What followed for Randers were three years and four months of service as part of the air defense system—a time that he has now revisited in his memoir, Maverick Radar Airman. The draft had been on Randers’ mind since he was 17 and his mother asked if he had heard of a skirmish in Vietnam, commenting that she hoped he wouldn’t have to go. “It was a wake-up call,” Randers remembers. Three years later, that casual comment became a self-fulfilling prophecy, as his mother, who had a history of volatility and rash decisions, uprooted the family and refused to continue paying for Randers’ schooling.
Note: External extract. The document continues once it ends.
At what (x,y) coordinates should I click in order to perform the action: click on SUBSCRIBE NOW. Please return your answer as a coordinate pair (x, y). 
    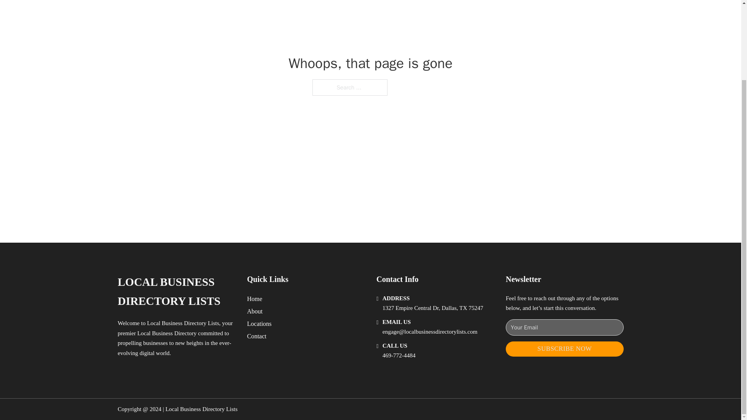
    Looking at the image, I should click on (564, 349).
Facing no good options, but with a certain interest in airplanes, the young art student found himself swearing allegiance and being shipped off across the country. The Air Force would eventually take him from Texas to South Carolina, all the way north to eight miles above the Arctic Circle in Fort Yukon, Alaska, and finally, to the desert of Fallon, Nevada. But Randers was one of many servicemen who stayed in the States for the duration of their time. “I missed Vietnam by one number,” Randers explains. “So what I experienced was truly not a typical military life.”
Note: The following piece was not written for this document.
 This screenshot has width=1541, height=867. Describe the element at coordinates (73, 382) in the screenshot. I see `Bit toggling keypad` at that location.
In more recent years, Randers came to realize that in spite of the wealth of material produced about Vietnam, there were essentially no stories that reflected this experience. “I went on the web out of curiosity to see how many books are all on battles. They almost all are,” Randers says. Indeed, representations of the Vietnam War call to mind Ken Burns’ documentary, the works of Tim O’Brien, or even Francis Ford Coppola’s Apocalypse Now—works that Randers admires, but for him, “It’s all about the violence. Who won and who died….But if you train and then don’t go, you live a different life than that violence.”
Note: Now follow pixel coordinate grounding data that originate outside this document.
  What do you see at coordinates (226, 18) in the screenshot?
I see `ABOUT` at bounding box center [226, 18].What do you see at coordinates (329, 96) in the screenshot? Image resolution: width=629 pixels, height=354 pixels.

Far from the daily death toll in the jungles of Southeast Asia, Randers and his fellow servicemen—in particular his “best compadre,” Ron—created their own world within a strange mix of impending global catastrophe and the free-wheeling spirit of America’s countercultural revolution. “I was totally into Bob Dylan,” Randers says. “I would play him with the doors open in the barracks. Some of the lower-ranking sergeants would say, ‘What is that crap?’ ” For him, Dylan and bands like The Byrds provided the soundtrack for his time in the military, and so he concludes every chapter of the memoir with “Songs of the times” that he remembers.
Randers and his closer friends were up on the hippie scene, eschewing the classic GI activities. They spent their rather ample free time at wild parties in the Haight Ashbury district of San Francisco, taking LSD, sleeping around, listening to rock music, and reading Alan Ginsberg or Jack Kerouac. But his memoir perfectly juxtaposes these wild nights against the immense responsibilities the young men still had on their shoulders. “The Air Force was no less gentle than the Army,” Randers says. “People had Vietnam on the TV all the time but didn’t know how close we came to nuclear war.”
Kirkus Reviews cites Randers’ “crystalline introspection” in describing the existential pressure that he and his buddies confronted on a daily basis. A large part of their mission was to properly prepare for potential attacks coming from Russia and to respond to Russian aircraft encroaching on American airspace, testing our domestic defenses and response times. In the book, as Randers finds himself training for how to properly handle nuclear codes, he encapsulates the high stakes pushing on him from both the military and the changing cultural landscape:
It was a huge, frightening responsibility, and if we leaked a word of it there would be an automatic court-martial and I would probably end up in the brig. We practiced for this regularly. Just practicing the procedure drove home the reality of the ’60s, with Vietnam happening, bad relations with China and Russia, plus the Cuban Missile incident. In my job, [and] in the Air Force in general, we lived with a bigger reality than boots on the ground; as horrible as that was, our constant fear was a nuclear war and annihilation….Hate speech was worldwide and we were treated like dogs by civilians. That might explain why we sometimes lived like there would be no tomorrow.
Besides the partying, Randers also escaped the pressure by finding new ways to express himself. He had been drawing and painting consistently since he was 12 years old, but out in the big, barren landscapes of both Alaska and Nevada, he found himself without a palette or any brushes. “But I could go out and write down what I saw, what I felt, and the people I was around,” Randers says. “Really, the Air Force caused me to start writing.”
Those writings eventually became stories that Randers would tell over the years as he finished his service, completed his degree, and went on to own a company that created exhibits, displays, and marketing materials. Once he retired in 2005, Randers found that many in his community responded well to his monthly column for the Maiden Rock Press, which kept bringing him back to the idea that he should commit his unique view on Vietnam to paper once again.
Eventually it was his inquisitive, energetic, 4-year-old granddaughter who inspired him to finally sit down and write Maverick Radar Airman to share what it was like for the soldiers who stayed home. “I thought about writing this book for 45 years,” Randers says, “But then I thought, ‘If I don’t write this book now, she’s not going to know anything about her grandpa. It’s just one thing, one part of my life, but it’s better than nothing.’ ”
Rhett Morgan is a writer and translator based in Paris.